If possible, what is the term for this technique and what are some good tutorials I can follow? Thank you.
You should check WCF Data Services which will allow you to define Linq query on the client. WCF Data Services are probably the only solution for your requirement.
IQueryable is still only interface and the functionality depends on the type implementing the interface. You can't directly expose Linq-To-Sql or Linq-To-Entities queries. There are multiple reasons like short living contexts or serialization which will execute the query so the client will get list of all objects instead of the query.
as far as i know, the datacontext is not serializable meaning that you cannot pass it around with WCF
You can use http://interlinq.codeplex.com/ which allows you to send Linq query over WCF.

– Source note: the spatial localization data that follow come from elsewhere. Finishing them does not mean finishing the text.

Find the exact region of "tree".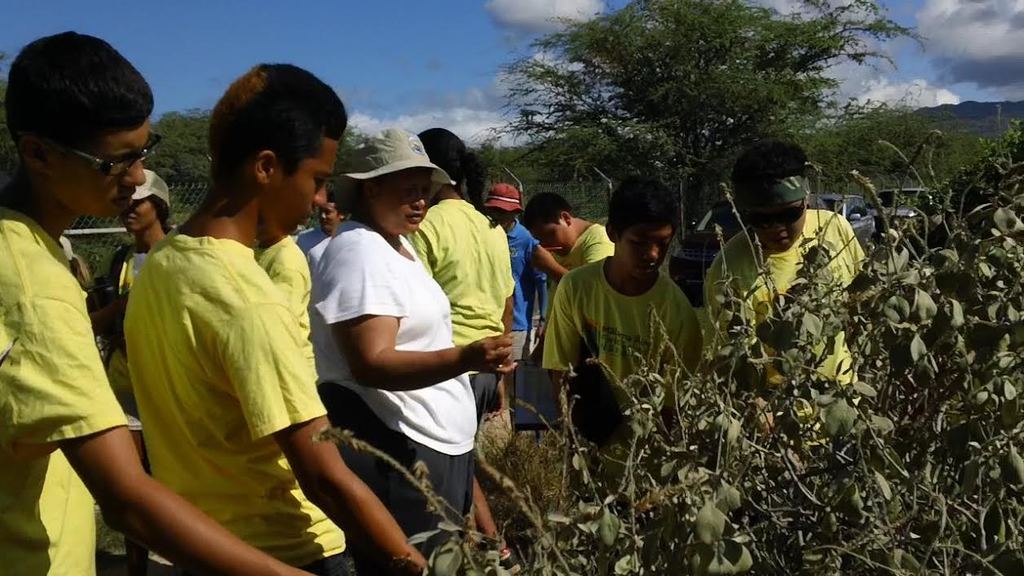
Exact region: detection(477, 22, 872, 220).
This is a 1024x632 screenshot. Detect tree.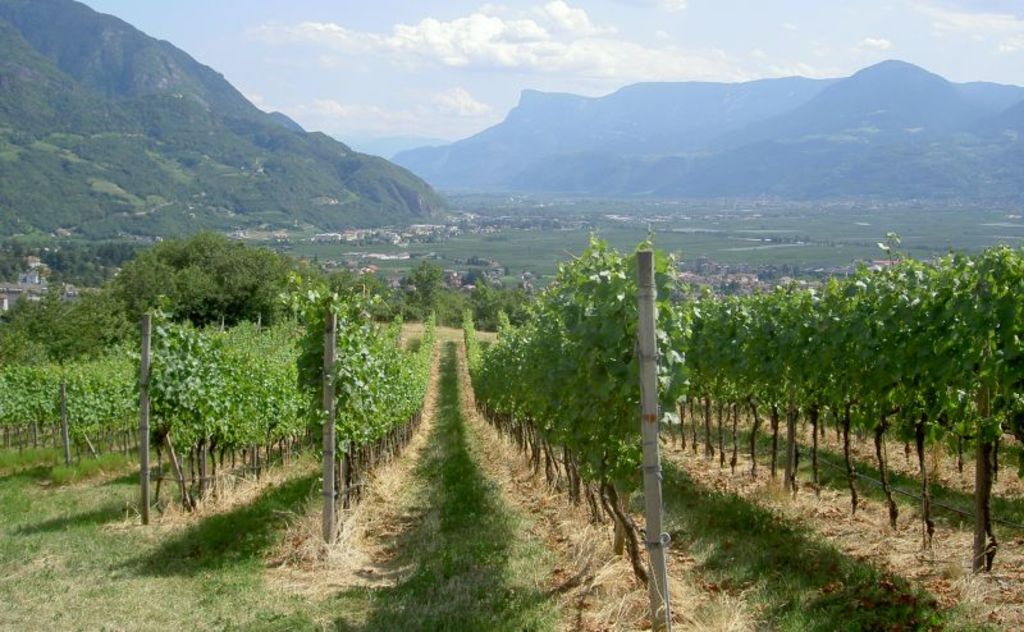
Rect(0, 273, 138, 380).
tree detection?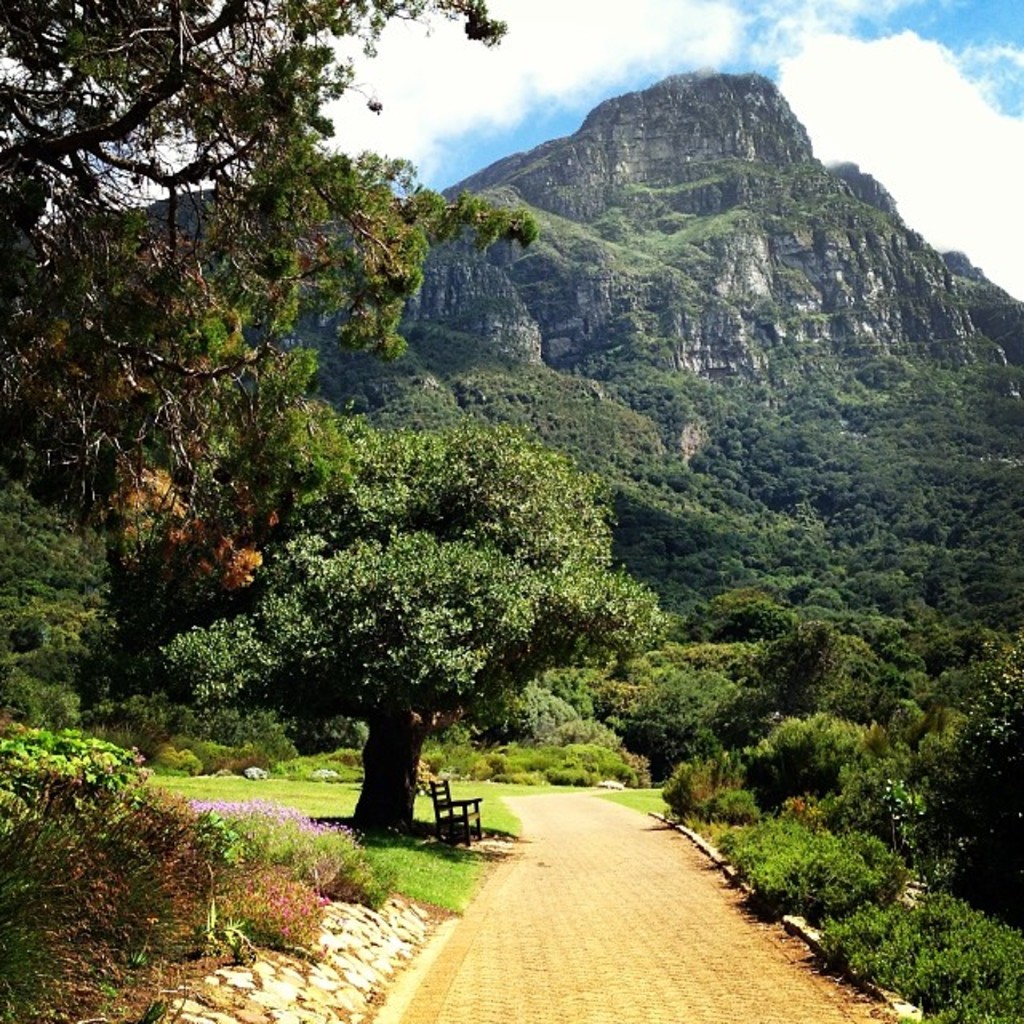
666:323:1022:1022
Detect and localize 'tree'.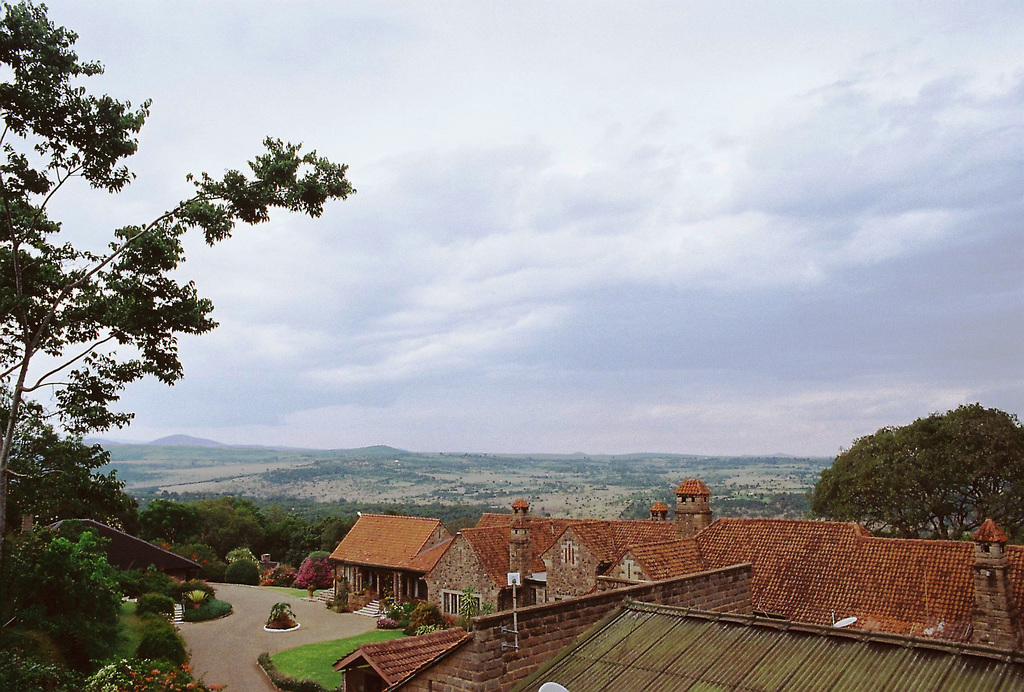
Localized at select_region(822, 406, 1009, 549).
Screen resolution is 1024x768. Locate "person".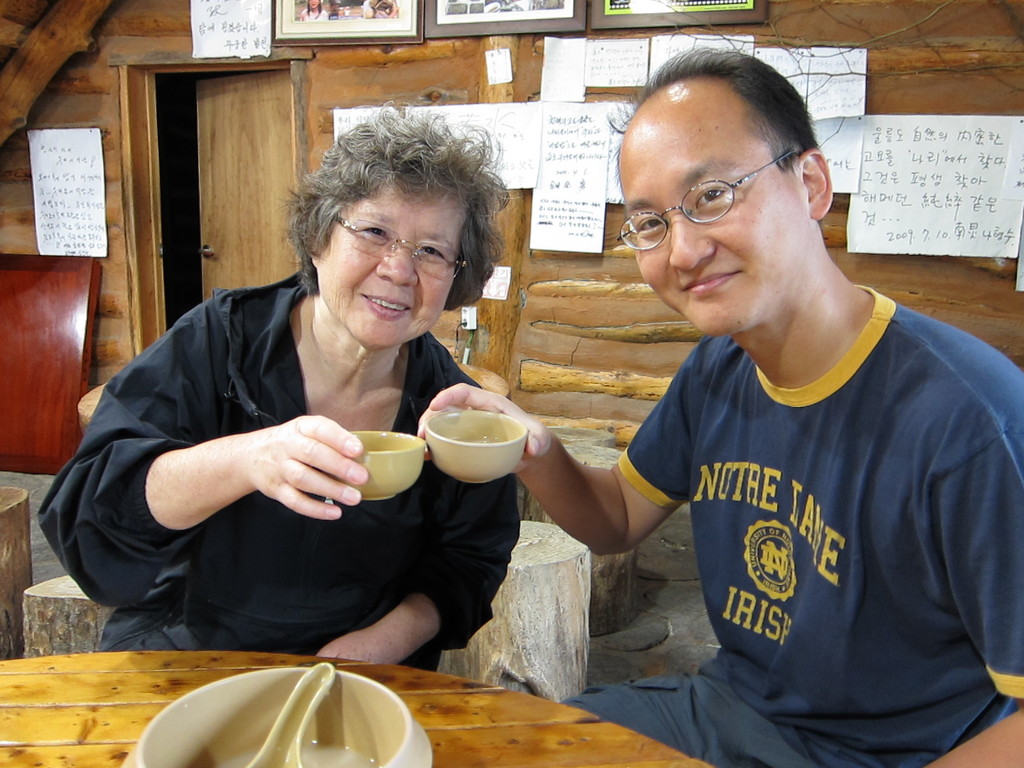
40 104 525 675.
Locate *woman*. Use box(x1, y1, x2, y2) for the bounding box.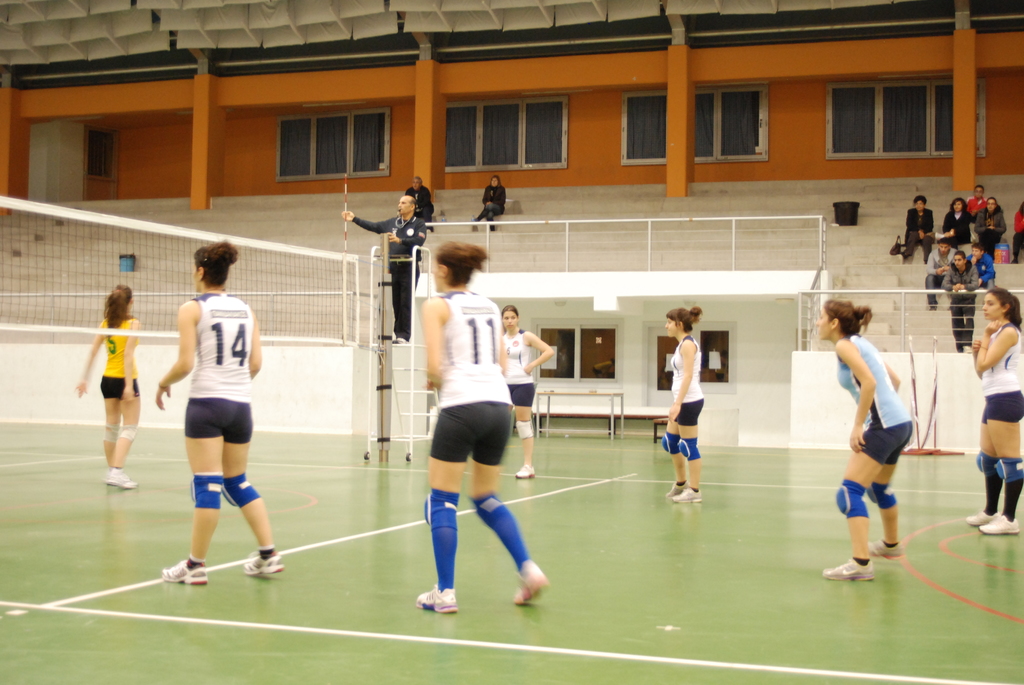
box(83, 283, 138, 491).
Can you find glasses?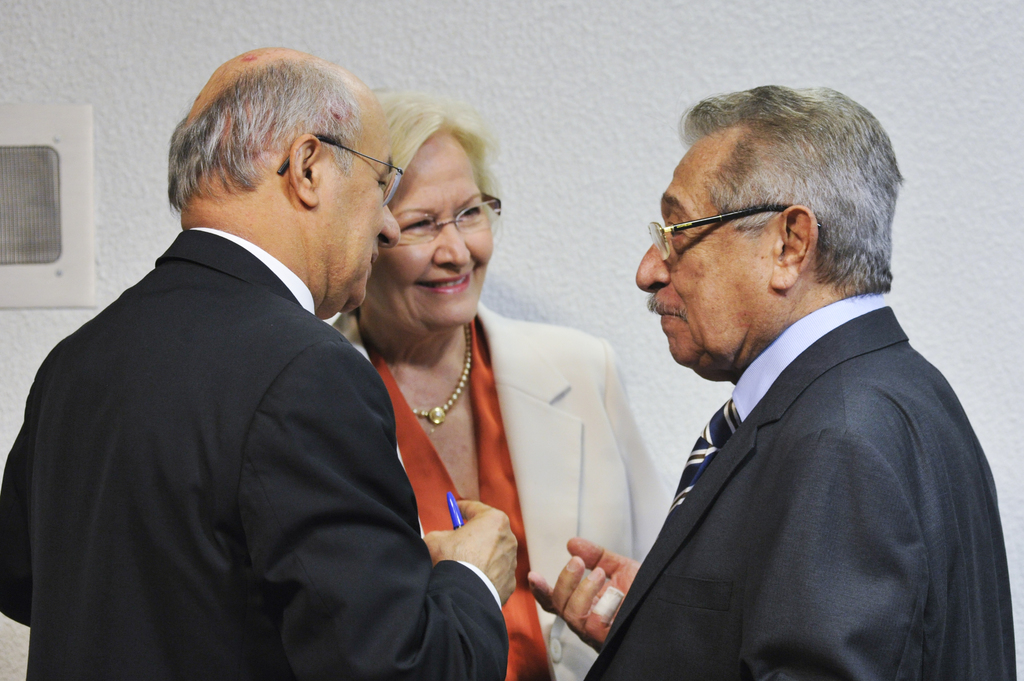
Yes, bounding box: 646, 199, 826, 264.
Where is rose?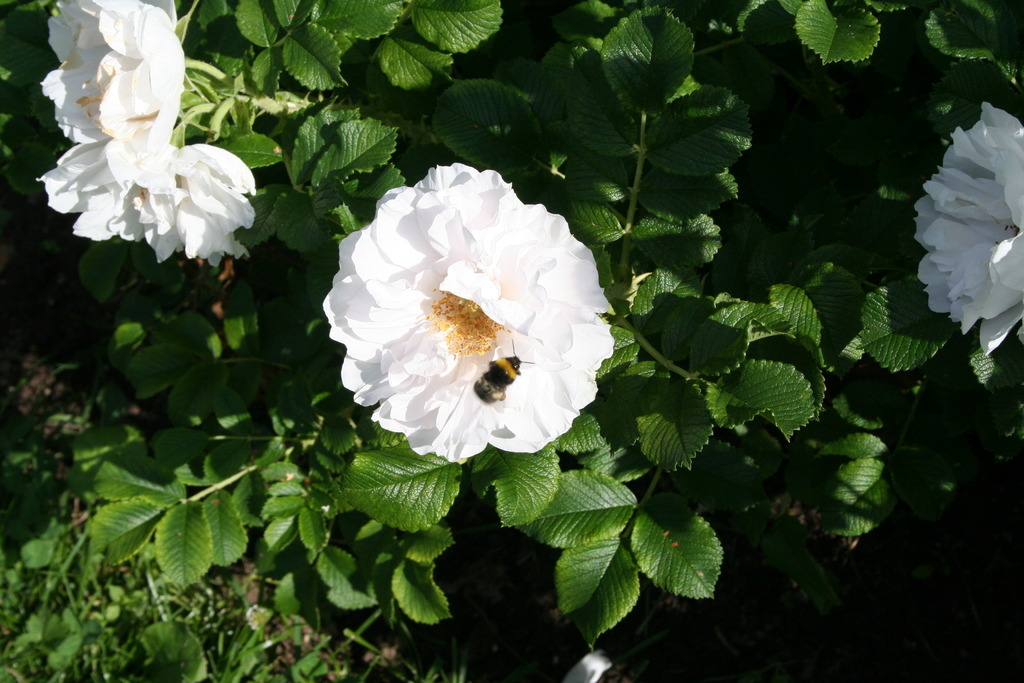
Rect(36, 0, 256, 267).
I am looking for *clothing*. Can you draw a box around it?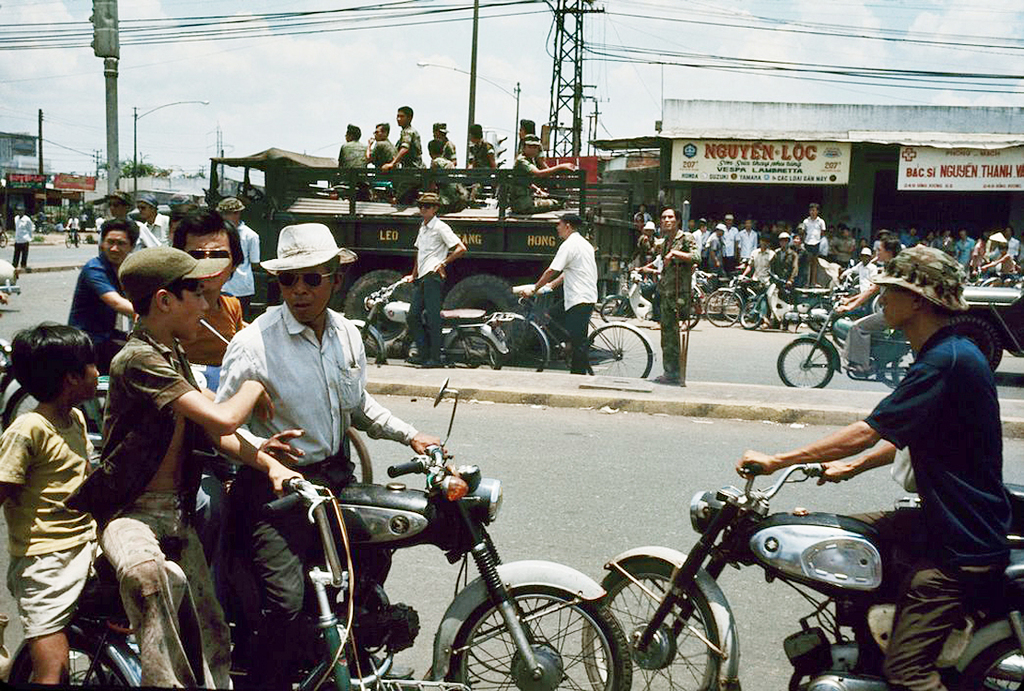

WCF Data Services only can be using with webHttpBinding and not all Linq queries can be expressed. Writing queries when WCF Data Service is used is not so attractive - requires string expressions such as:
.AddQueryOption("$filter", "Id eq 100");
https://remotelinq.codeplex.com/ is another choice. But it works in AppDomain to scan the Current Assemblies and serialize them. This tech is not suitable to WinRT as no Domains for WinRT App
I've been struggling with the same question, and realized that a well formed question is a problem solved.
IQueryable basically serves to filter the query before sending it to your DB call so instead of getting 1000 records and filter only 10, you get those 10 to begin with. That filtering belongs to your Service Layer, but if you are building an API I would assume you would map it with AND/OR parameters in your URL.
http://{host}/{entity}/q?name=john&age=21.
So you end up with something like this:
Filter:Column1=Value1 > http://{host}/{entity}q?column1=value1 > SELECT *
FROM Entity
WHERE Column1=Value1
MVC > WCF > DB
You can find a very good sample [here]
Lastly, since your payload from the WCF will be most likely a JSON, you can (and should) then deserialize them in your Domain Models inside a collection. It is until this point where the paging should occur, so I would recommend some WCF caching (and since its HTTP, it's really simple). You still will be using LINQ on the WebApp side, just w/o "WHERE" LINQ clause (unless you want to dynamically create the URL expressed above?)
For a complex OR query, you mind end up with multiple WCF queries (1 per "AND") and then concatenate them all together
If it's possible to send IQuerable<> over WCF it's not a good thing security wise, since IQuerable<> could expose stuff like the connection string to the database.
Some of the previous comments seem promising though.

Converting Hibernate linq query to HQL

I understand that a IQueryable cannot be serialized. That means that queries can not be serialized, sent to a webservice, deserialized, queried and then sent back.
I was wondering if it is possible to convert a hibernate linq query to hql to be sent over the wire.
Is there another route I am missing?
I think I've seen ADO.NET Data Services as advertised to work with NHibernate:
http://wildermuth.com/2008/07/20/Silverlight_2_NHibernate_LINQ_==_Sweet
http://ayende.com/Blog/archive/2008/07/21/ADO.Net-Data-Services-with-NHibernate.aspx
This is an old post, and not sure how maintained this feature is, but its worth a shot.
I have a suggestion to you. Do not try to serialize query. Rather provide your user with an ability to compose arbitrary LINQ expression. Then send the expression over the wire (there is a gotcha here, since expressions are not serializable) to your server.
I have recently submitted to NHibernate.Linq project a change to their NHibernateExtensions class - a new ISession extension method List, which accepts an expression and fills the given list with the respective data, much like ICriteria.List method. The change was accepted (see here) so downloading the recent version of NHibernate.Linq should contain this method.
Anyway, you can find the details of this approach here.